Unreported / Non-Citable
Background
Gene Rudolph pleaded guilty in the Eastern District of Louisiana to conspiracy to distribute and to possess with intent to distribute cocaine hydrochloride and cocaine base. At his original sentencing, the district court applied a career-offender enhancement under U.S.S.G. § 4B1.1(a), based on two prior Louisiana cocaine-trafficking convictions from 1996 and 2004, yielding an advisory guidelines range of 262 to 327 months.
On Rudolph’s first appeal, the Fifth Circuit agreed that the Government had failed to meet its evidentiary burden to show that Rudolph had served any portion of his sentence on the 1996 conviction within 15 years of the 2018 federal offense, as required by U.S.S.G. § 4A1.2(e)(1) and (k)(2). See United States v. Rudolph, 103 F.4th 356 (5th Cir. 2024). The court vacated and remanded for resentencing, directing the district court to consider any supplemental evidence the Government could present on that point.
On remand, the district court held an evidentiary hearing, received new documentation and witness testimony in addition to some previously submitted materials, and again applied the career-offender enhancement. The advisory guidelines range remained 262 to 327 months, but the court varied downward, sentencing Rudolph to 186 months of imprisonment followed by five years of supervised release. Rudolph appealed a second time.
The Court’s Holding
The Fifth Circuit affirmed. The court rejected Rudolph’s contention that the Government merely recycled the same evidence that had been found insufficient in the first appeal. To the contrary, the remand evidentiary hearing included new documentation and testimony that, taken together, established by a preponderance of the evidence that Rudolph was sentenced to five years in prison on the 1996 conviction and that he served some portion of that sentence within the 15-year lookback window.
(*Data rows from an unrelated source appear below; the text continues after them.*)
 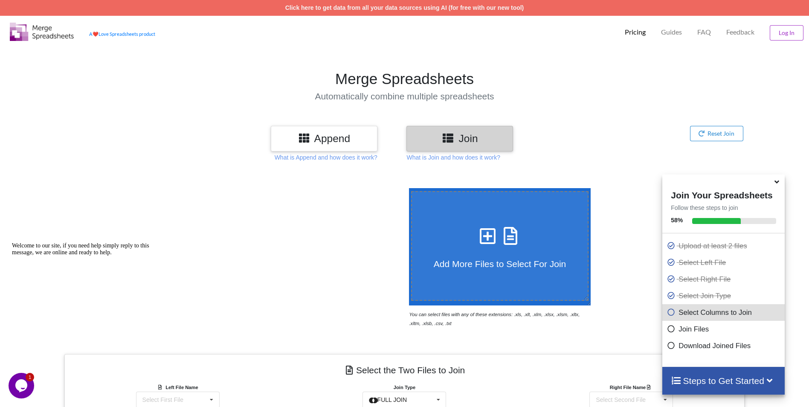 I want to click on span: Welcome to our site, if you need help simply reply to this message, we are online and ready to help., so click(x=72, y=10).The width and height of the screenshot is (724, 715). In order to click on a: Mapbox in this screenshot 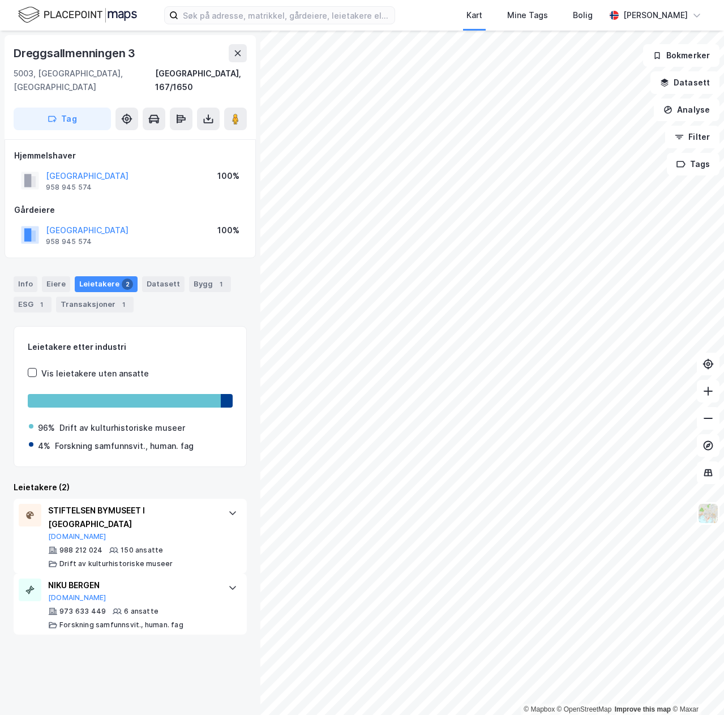, I will do `click(539, 709)`.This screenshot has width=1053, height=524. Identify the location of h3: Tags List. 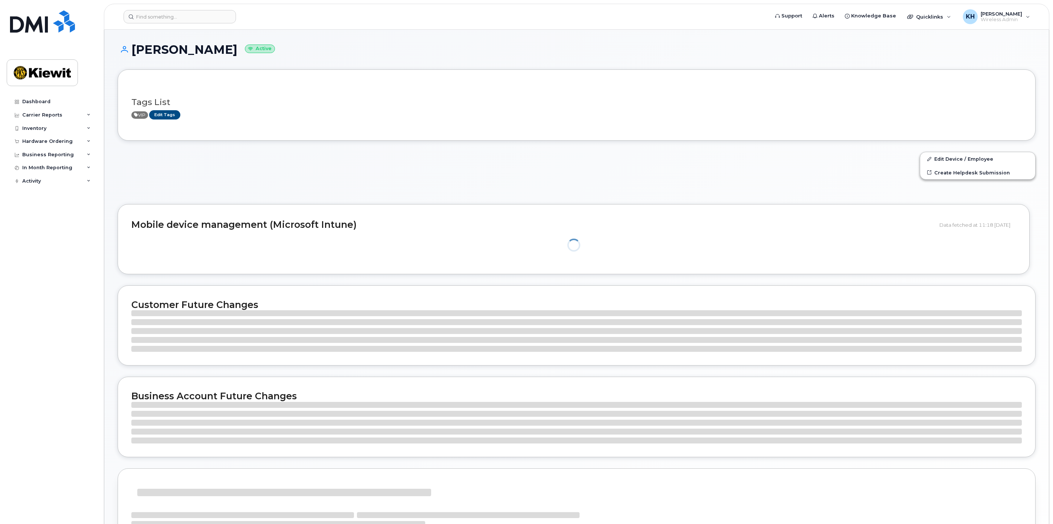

The court found no basis to deem that evidence unreliable, and therefore no error in the district court’s assignment of criminal history points or its application of the career-offender enhancement.
The court also declined to address Rudolph’s argument — raised for the first time on remand — that the Louisiana definition of cocaine in 1996 and 2004 was broader than the federal definition, which he contended should have disqualified those convictions as predicates. Because Rudolph had not raised this argument in his original appeal, the district court correctly held it was outside the scope of the remand order, and the Fifth Circuit agreed that the issue was not properly before it.
Key Takeaways
- When a case is remanded for a specific evidentiary purpose, the government may supplement the record with new evidence — and a district court’s reliance on that new evidence does not repeat the original error if the evidence adequately fills the evidentiary gap identified by the appellate court.
- The scope-of-remand doctrine bars a defendant from raising new sentencing arguments on remand that were not part of the original appeal, even if those arguments might otherwise have merit.
- Under U.S.S.G. § 4A1.2(e)(1) and (k)(2), the government bears the burden of proving by a preponderance of the evidence that the defendant served some portion of a prior sentence within the 15-year window preceding the instant offense.
Why It Matters
This decision illustrates both the limits and the opportunities that a targeted remand creates for the government. Where an appellate court identifies a specific evidentiary deficiency rather than a legal error foreclosing an enhancement, the government gets a second chance to close that gap — and if it does so, the enhancement will stand. Prosecutors handling career-offender cases should ensure they document incarceration timelines for older convictions from the outset, rather than relying on the possibility of a remand cure.
The ruling also serves as a reminder to defense counsel to raise all viable sentencing challenges in the initial appeal. Challenges held in reserve — such as an argument that a predicate state drug offense is overbroad compared to its federal counterpart — will be deemed waived if the remand is limited in scope and the issue falls outside it.